J A Y A
This is a little known but very ancient poem, believed to be the precursor of the Mahabharat.
The poem, sung at bards at courts, recounting a king overcoming his rival kinsmen; wandering minstrels sung the tales far and wide for the
people, ala Luv Kush. The various
singers were banded under the name ‘Sutas’, often illegitimate offspring of
Kshtriyas who performed several courtly duties, including charioteers and
bards.
Jaya is believed to be the
forerunner of the Mahabharata and its wide ranging tales of the Kurus; along
with the Ramayana, it spawned the Puranas i.e. tales of the various dynasties
and everything to do with them. Dr. S V
Ketkar called this Sauta literature, composed, preserved and sung by the Sutas.
This literature had a more
ritualistic counterpart that Ketkar called the Mantra literature that focused
on hymns, rituals, sacrifices, philosophical and esoteric discourses; later even
grammar and philosophy, religious literature that was in the hands of the
priestly Brahmins.
Subsequently, Sauta
literature also passed into the hands of a Brahman Bhrigu clan, which is
believed to have interpolated their own valorous stories. But scholars of the
Mahabharata are able to identify those interpolations.
Our today’s Mahabharat was
recounted by several narrators. Where,
you would ask, is Ved Vyas, the Mahabharat’s creator, eye
witness and participant?
Dr. Irawati Karve reveals
that Vyas told his stories to his disciples, possibly on the basis of that
earlier Jaya. The Mahabharat backstory
reveals Vyas as Krishna (dark) Dvaipayana (born on an island); chiranjiv i.e. very long lived. He was also credited with editing and putting
into order the hymns of the Rigveda, Atharvavda and Yayurveda.
As a ‘Vyas’ i.e. an
‘arranger, a man who throws together’, could it be that he took the Jaya story
as told by different bands of Sutas with subsequent additions and rearranged
them into the wide-ranging epic we know today?
Vyas was also a participant of
that story, inducted by his mother, Satyavati, the wife of Shantanu to perform
niyoga with her childless daughter-in-laws to beget Kuru heirs, after Bhishma
refused to oblige. Heirs to the throne
were all important to stave off the greedy eyes of avaricious kings, eying both
the empty Kuru throne and widowed princesses.
The tragedy was that
Satyavati did not prepare her bahus for the Niyoga, not did Vyas make himself
less alarming. The young bhabhis were expecting their handsome jethji (Bhisma);
instead in walks a fearsome smelly man with fearful eyes and a long scraggly
beard.
Terrified out of their wits,
one closed her eyes to shut out the sight. Her child Drithrashtra was
sightless. The other paled in fright and her Pandu was born a pale impotent albino. Only the lusty maid produced
a healthy, wise Vidur, cursed to always be the Other, despite his mental
prowess.
Modern bards? Why, the advertising fraternity that sells
nonexistent qualities; British historians who rewrote histories to suit that
Nation of Shopkeepers; Rajput bards sung of valor, not repeated sellouts to settle internal quarrels!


## TASK PROMPT
Lines in the listing below that hold "Compliant" are the ones to copy.

## DATA SECTION
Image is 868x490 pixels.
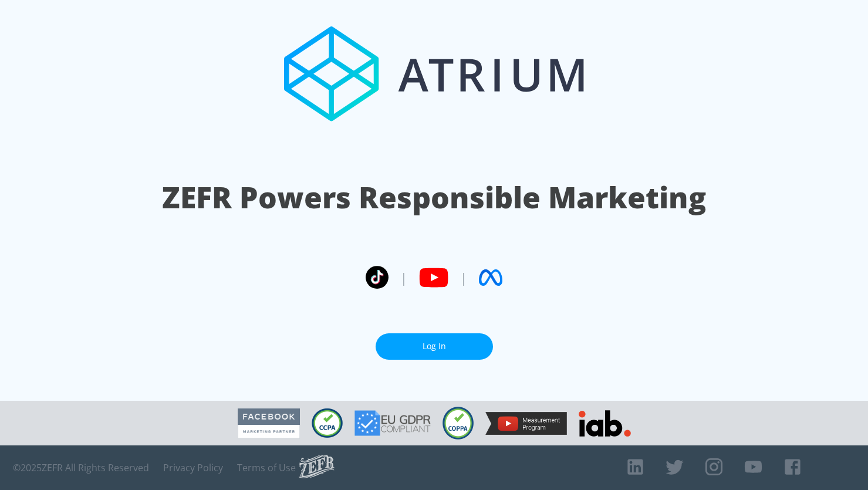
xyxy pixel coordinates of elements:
[237,462,295,473] a: Terms of Use
[578,410,631,437] img: IAB
[442,407,473,440] img: COPPA Compliant
[163,462,223,473] a: Privacy Policy
[311,409,342,438] img: CCPA Compliant
[460,269,467,287] span: |
[238,409,300,439] img: Facebook Marketing Partner
[485,412,567,435] img: YouTube Measurement Program
[400,269,407,287] span: |
[13,462,149,473] span: © 2025 ZEFR All Rights Reserved
[355,410,431,436] img: GDPR Compliant
[376,333,493,360] a: Log In
[162,177,706,218] h1: ZEFR Powers Responsible Marketing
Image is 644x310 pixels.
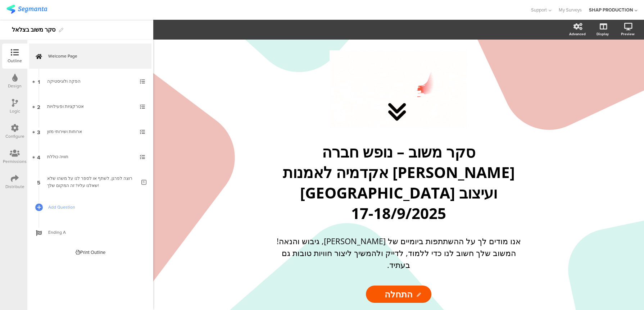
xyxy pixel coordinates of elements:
[266,203,532,224] p: 17-18/9/2025
[29,69,151,94] a: 1 הפקה ולוגיסטיקה
[48,229,140,236] span: Ending A
[266,142,532,203] p: סקר משוב – נופש חברה [PERSON_NAME] אקדמיה לאמנות ועיצוב [GEOGRAPHIC_DATA]
[47,153,133,160] div: חוויה כוללת
[37,128,40,136] span: 3
[5,184,24,190] div: Distribute
[47,175,136,189] div: רוצה לפרגן, לשתף או לספר לנו על משהו שלא שאלנו עליו? זה המקום שלך!
[5,133,24,140] div: Configure
[75,249,105,256] div: Print Outline
[273,235,525,247] p: אנו מודים לך על ההשתתפות ביומיים של [PERSON_NAME], גיבוש והנאה!
[47,103,133,110] div: אטרקציות ופעילויות
[29,144,151,170] a: 4 חוויה כוללת
[621,31,635,36] div: Preview
[48,52,140,60] span: Welcome Page
[366,286,432,303] input: Start
[569,31,586,36] div: Advanced
[8,83,22,89] div: Design
[29,170,151,195] a: 5 רוצה לפרגן, לשתף או לספר לנו על משהו שלא שאלנו עליו? זה המקום שלך!
[273,247,525,271] p: המשוב שלך חשוב לנו כדי ללמוד, לדייק ולהמשיך ליצור חוויות טובות גם בעתיד.
[29,220,151,245] a: Ending A
[531,7,547,13] span: Support
[3,158,27,165] div: Permissions
[47,128,133,136] div: ארוחות ושירותי מזון
[29,119,151,144] a: 3 ארוחות ושירותי מזון
[37,153,40,161] span: 4
[597,31,609,36] div: Display
[48,204,140,211] span: Add Question
[47,78,133,85] div: הפקה ולוגיסטיקה
[7,5,47,13] img: segmanta logo
[29,44,151,69] a: Welcome Page
[589,7,633,13] div: SHAP PRODUCTION
[12,24,55,36] div: סקר משוב בצלאל
[7,58,22,64] div: Outline
[10,108,20,114] div: Logic
[37,178,40,186] span: 5
[29,94,151,119] a: 2 אטרקציות ופעילויות
[38,77,40,85] span: 1
[37,103,40,111] span: 2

## EXERCISE SOLUTION
[442,407,473,440] img: COPPA Compliant
[311,409,342,438] img: CCPA Compliant
[355,410,431,436] img: GDPR Compliant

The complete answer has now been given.